The parameters are nvarchar(50), nvarchar(50), binary(32), varbinary(2000)

When I run the code through SQL profiler, I get this result.

exec [dbo].[Insert] @param1=N'param1',@param2=N'param2',@cookie=0x00000000000000000000000000000000000000000000000000000000000000000000000000000000000000000000000000000000000000000000000000000000000000000000000000000000000000000000000000000000000000000000000000000000000000000000000000000000000000000000000000000000000000000000000000000000000000000000000000000000000000000000000000000000000000000000000000000000000000000000000000000000000000000000000000000000000000000000000000000000000000000000000000000000000000000000000000000000000000000000000000000000000000000000000000000000000000000000000000000000000000000000000000000000000000000000000000000000000000000000000

[SNIP because of 16000 zeros]

,@data=0x0000

All parameters went through ok other than the binary(32) cookie. The varbinary(2000) seemed to work fine and the correct length was maintained.
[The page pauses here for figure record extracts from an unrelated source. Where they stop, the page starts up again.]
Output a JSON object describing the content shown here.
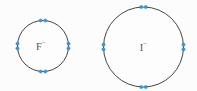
{
  "figure": {
    "background_color": "#fcfcfc",
    "circle_stroke_color": "#454545",
    "circle_stroke_width": 1,
    "circle_fill_color": "#fdfdfd",
    "label_color": "#555555",
    "label_font_size": 10.5,
    "charge_font_size": 7,
    "dot_color": "#4596d1",
    "dot_core_color": "#2e7cb8",
    "dot_radius": 1.6,
    "dot_pair_spacing": 4.6,
    "ions": [
      {
        "id": "fluoride",
        "symbol": "F",
        "charge": "−",
        "label": "F−",
        "cx": 43,
        "cy": 46,
        "r": 25.5,
        "label_dx": -2,
        "label_dy": 3.5,
        "electron_pairs": [
          "top",
          "right",
          "bottom",
          "left"
        ]
      },
      {
        "id": "iodide",
        "symbol": "I",
        "charge": "−",
        "label": "I−",
        "cx": 143.5,
        "cy": 47,
        "r": 40,
        "label_dx": 0,
        "label_dy": 3.5,
        "electron_pairs": [
          "top",
          "right",
          "bottom",
          "left"
        ]
      }
    ]
  }
}
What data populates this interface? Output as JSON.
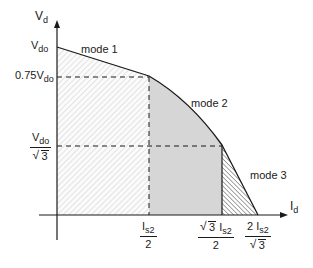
{
  "diagram": {
    "axes": {
      "y_label": {
        "main": "V",
        "sub": "d"
      },
      "x_label": {
        "main": "I",
        "sub": "d"
      }
    },
    "y_ticks": [
      {
        "id": "vdo",
        "main": "V",
        "sub": "do"
      },
      {
        "id": "075vdo",
        "prefix": "0.75V",
        "sub": "do"
      },
      {
        "id": "vdo_sqrt3",
        "num_main": "V",
        "num_sub": "do",
        "den_sqrt": "3"
      }
    ],
    "x_ticks": [
      {
        "id": "is2_half",
        "num_main": "I",
        "num_sub": "s2",
        "den": "2"
      },
      {
        "id": "sqrt3_is2_half",
        "num_sqrt": "3",
        "num_main": "I",
        "num_sub": "s2",
        "den": "2"
      },
      {
        "id": "two_is2_sqrt3",
        "num_prefix": "2 ",
        "num_main": "I",
        "num_sub": "s2",
        "den_sqrt": "3"
      }
    ],
    "regions": [
      {
        "name": "mode 1",
        "fill": "light diagonal hatch (\\)",
        "color": "#e8e8e8"
      },
      {
        "name": "mode 2",
        "fill": "solid grey",
        "color": "#d4d4d4"
      },
      {
        "name": "mode 3",
        "fill": "dense diagonal hatch (/)",
        "color": "#555555"
      }
    ],
    "mode_labels": [
      "mode 1",
      "mode 2",
      "mode 3"
    ],
    "colors": {
      "line": "#1a1a1a",
      "mode2_fill": "#d6d6d6",
      "mode1_hatch": "#d0d0d0",
      "mode3_hatch": "#4a4a4a"
    }
  }
}
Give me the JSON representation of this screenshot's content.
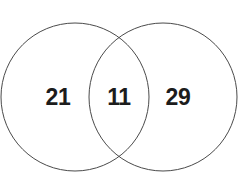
{
  "figure": {
    "type": "venn-diagram",
    "background_color": "#ffffff",
    "stroke_color": "#4a4a4a",
    "stroke_width": 1,
    "label_color": "#1c1c1c"
  },
  "chart_data": {
    "type": "table",
    "title": "",
    "xlabel": "",
    "ylabel": "",
    "diagram": "two-set-venn",
    "regions": [
      {
        "id": "left-only",
        "label": "21",
        "value": 21
      },
      {
        "id": "intersection",
        "label": "11",
        "value": 11
      },
      {
        "id": "right-only",
        "label": "29",
        "value": 29
      }
    ],
    "categories": [
      "left-only",
      "intersection",
      "right-only"
    ],
    "values": [
      21,
      11,
      29
    ],
    "sets": [
      {
        "id": "left-circle",
        "cx": 75,
        "cy": 97,
        "r": 74,
        "total": 32
      },
      {
        "id": "right-circle",
        "cx": 163,
        "cy": 97,
        "r": 74,
        "total": 40
      }
    ],
    "grid": false,
    "legend": "none"
  }
}
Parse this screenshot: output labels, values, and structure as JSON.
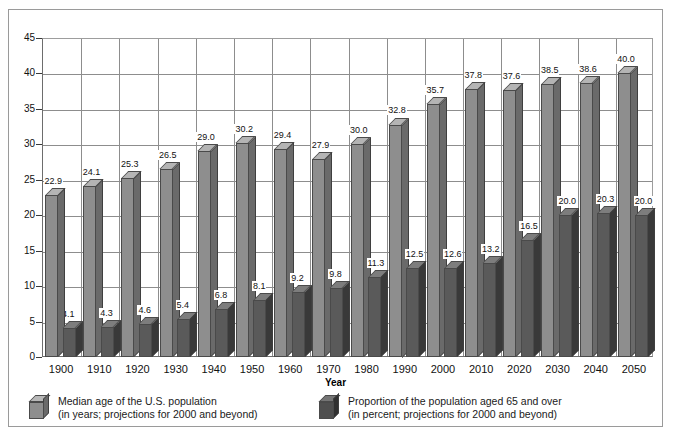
{
  "chart_data": {
    "type": "bar",
    "title": "",
    "subtitle": "",
    "xlabel": "Year",
    "ylabel": "",
    "ylim": [
      0,
      45
    ],
    "ytick_step": 5,
    "yticks": [
      0,
      5,
      10,
      15,
      20,
      25,
      30,
      35,
      40,
      45
    ],
    "grid": true,
    "legend_position": "bottom",
    "categories": [
      "1900",
      "1910",
      "1920",
      "1930",
      "1940",
      "1950",
      "1960",
      "1970",
      "1980",
      "1990",
      "2000",
      "2010",
      "2020",
      "2030",
      "2040",
      "2050"
    ],
    "series": [
      {
        "name": "Median age of the U.S. population (in years; projections for 2000 and beyond)",
        "short_name": "Median age",
        "color": "#8e8e8e",
        "values": [
          22.9,
          24.1,
          25.3,
          26.5,
          29.0,
          30.2,
          29.4,
          27.9,
          30.0,
          32.8,
          35.7,
          37.8,
          37.6,
          38.5,
          38.6,
          40.0
        ],
        "labels": [
          "22.9",
          "24.1",
          "25.3",
          "26.5",
          "29.0",
          "30.2",
          "29.4",
          "27.9",
          "30.0",
          "32.8",
          "35.7",
          "37.8",
          "37.6",
          "38.5",
          "38.6",
          "40.0"
        ]
      },
      {
        "name": "Proportion of the population aged 65 and over (in percent; projections for 2000 and beyond)",
        "short_name": "Proportion 65 and over",
        "color": "#5a5a5a",
        "values": [
          4.1,
          4.3,
          4.6,
          5.4,
          6.8,
          8.1,
          9.2,
          9.8,
          11.3,
          12.5,
          12.6,
          13.2,
          16.5,
          20.0,
          20.3,
          20.0
        ],
        "labels": [
          "4.1",
          "4.3",
          "4.6",
          "5.4",
          "6.8",
          "8.1",
          "9.2",
          "9.8",
          "11.3",
          "12.5",
          "12.6",
          "13.2",
          "16.5",
          "20.0",
          "20.3",
          "20.0"
        ]
      }
    ]
  },
  "legend": {
    "entries": [
      {
        "line1": "Median age of the U.S. population",
        "line2": "(in years; projections for 2000 and beyond)"
      },
      {
        "line1": "Proportion of the population aged 65 and over",
        "line2": "(in percent; projections for 2000 and beyond)"
      }
    ]
  }
}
Is there a way to prevent the extra data being sent to SQL server? This seems like a big waste of network resource.

A: 

EF 4 always uses largish params, because using param-size = data-size mostly means that the query can't be re-used with new param values, so SQL can't cache the queries for you. In other words, what it's doing now is probably more efficient overall than using a smaller param, if your data size ever changes.

If your data size never changes, then use a different column width.